DILI, East Timor — The most senior surviving member of the genocidal Khmer Rouge leadership has been arrested at his home in rural Cambodia, close to the Thai border.
Nuon Chea, known by his Orwellian nom de guerre “Brother No. 2,” will face trial for crimes against humanity at the United Nations-backed war crimes tribunal established in Cambodia last year.
He was Pol Pot’s right-hand man during the 1975-1979 reign of terror of the Khmer Rouge, during which almost 2 million people perished due to starvation, disease, enslavement, or execution, all in the name of utopian agrarian reforms, of which Chea was a central architect. Formal education, property rights, religious profession and currency were all abolished, as the Khmer Rouge sought to turn the country into a large-scale collective farm-cum-labor camp before being overthrown by an invading Vietnamese army in 1979. The number of people killed due the relentless brutality under the ultra-Maoists amounted to almost 20 percent of the population of Cambodia.
As Chea was led to the helicopter deployed to fly him to Phnom Penh to face trial, a neighbor told Agence France-Presse that “he was shaking, he looked like his legs would collapse.” A penchant for Gucci sunglasses aside, Chea lived austerely in a wooden jungle house.
The $50 million U.N. tribunal has been undermined so far by delays and slow implementation. Trials are not likely to begin until next year, and with Chea now a frail 82, and only one other suspect arrested, it remains to be seen whether Cambodians will receive justice for the mass human suffering and death caused by the Khmer Rouge. Pol Pot — Brother No. 1 — died in custody in 1998.
The other tribunal indictee is Kaing Guek Eav, a.k.a. “Duch,” who ran the S21 detention centre in Phnom Penh, site of the torture and murder of almost 20,000 men, women and children.
Four others are under investigation by the tribunal. While these names have not been released, it is believed that former President Khieu Samphan, a neighbor of Chea’s in the Thai borderland, is on the list.
Current Cambodian Prime Minster Hun Sen is a former Khmer Rouge member, as are many of his government colleagues. The tribunal took nine years to establish, apparently because the government sought to ensure the virtual immunity of many senior officials who were mid or low-ranking members of the Khmer Rouge.
The tribunal, properly known as the Extraordinary Chambers in the Courts of Cambodia (ECCC), is a mixed Cambodian-U.N. entity. Only those “most responsible for serious crimes” will be tried — likely to be fewer than 10 and guilty verdicts require a “super-majority” of 4 out of 5 judges — 3 Cambodian and 2 international. The hybrid national-international nature of the tribunal is redolent of other initiatives, such as the Special Court for Sierra Leone.
However while the west African tribunal has netted big fish such as Liberia’s former warlord President Charles Taylor, the Cambodian ECCC has been further jeopardized by Cambodian government disbandment threats, as the officials believe any ECCC attempt to have Cambodia’s retired King Sihanouk testify would amount to discrediting the monarchy. The former King has immunity from prosecution under the Cambodian constitution.
But now it seems the U.N.-backed tribunal is slipping into gear, and for Cambodians, the sight of Brother No. 2 being led away to stand trial will doubtless be a cathartic moment.
Simon Roughneen has worked as a journalist in Sudan and across Africa, and for the U.N. Mission in East Timor.
See also: this podcast about the tribunal, and this interview with an investigator of the Cambodian genocide. For more on the Sierra Leone tribunal, see this article.
For more Cambodia coverage, see the WPR archives.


Every line below that has the string "annotation" needs to be copied.

◆ ◆ ◆ ◆ ◆ ◆ ◆

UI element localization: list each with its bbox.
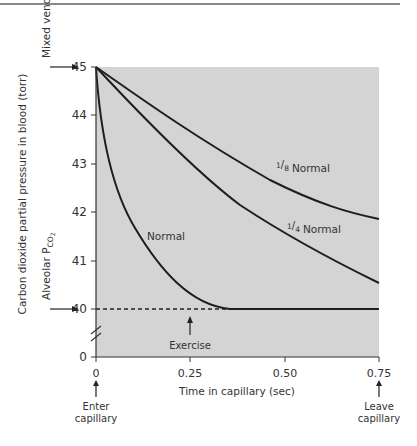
y-axis-label: Carbon dioxide partial pressure in blood… [16, 74, 28, 315]
leave-capillary-annotation: Leave capillary [358, 380, 401, 424]
y-axis-break-icon [90, 326, 102, 341]
ytick-label: 0 [79, 350, 87, 364]
x-ticks [96, 357, 379, 362]
x-axis-label: Time in capillary (sec) [178, 385, 295, 397]
xtick-label: 0 [93, 367, 100, 380]
mixed-venous-label: Mixed venous P [40, 0, 52, 58]
enter-label-line2: capillary [75, 413, 118, 424]
curve-label-normal: Normal [147, 230, 185, 242]
alveolar-label: Alveolar P [40, 247, 52, 300]
svg-text:1/4Normal: 1/4Normal [287, 220, 341, 235]
xtick-label: 0.50 [273, 367, 298, 380]
ytick-label: 43 [72, 157, 87, 171]
y-ticks [91, 67, 96, 357]
curve-label-one-eighth: 1/8Normal [276, 159, 330, 174]
exercise-label: Exercise [169, 340, 211, 351]
enter-capillary-annotation: Enter capillary [75, 380, 118, 424]
alveolar-annotation: Alveolar PCO2 [40, 232, 79, 312]
pco2-subscript: CO [46, 236, 55, 247]
svg-text:Mixed venous PCO2: Mixed venous PCO2 [40, 0, 56, 58]
pco2-subscript-2: 2 [49, 232, 56, 236]
fraction-denominator: 8 [284, 164, 289, 173]
ytick-label: 41 [72, 254, 87, 268]
ytick-label: 42 [72, 205, 87, 219]
ytick-label: 44 [72, 108, 87, 122]
xtick-label: 0.75 [367, 367, 392, 380]
leave-label-line2: capillary [358, 413, 401, 424]
svg-text:1/8Normal: 1/8Normal [276, 159, 330, 174]
fraction-text: Normal [292, 162, 330, 174]
xtick-label: 0.25 [178, 367, 203, 380]
curve-label-one-quarter: 1/4Normal [287, 220, 341, 235]
co2-capillary-chart: 45 44 43 42 41 40 0 0 0.25 0.50 0.75 Tim… [0, 0, 417, 446]
leave-label-line1: Leave [364, 401, 394, 412]
fraction-denominator: 4 [295, 225, 300, 234]
enter-label-line1: Enter [83, 401, 111, 412]
fraction-text: Normal [303, 223, 341, 235]
arrowhead-icon [376, 380, 382, 386]
svg-text:Alveolar PCO2: Alveolar PCO2 [40, 232, 56, 300]
arrowhead-icon [93, 380, 99, 386]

◆ ◆ ◆ ◆ ◆ ◆ ◆

YOUR SOLUTION
leave-capillary-annotation: Leave capillary [358, 380, 401, 424]
enter-capillary-annotation: Enter capillary [75, 380, 118, 424]
alveolar-annotation: Alveolar PCO2 [40, 232, 79, 312]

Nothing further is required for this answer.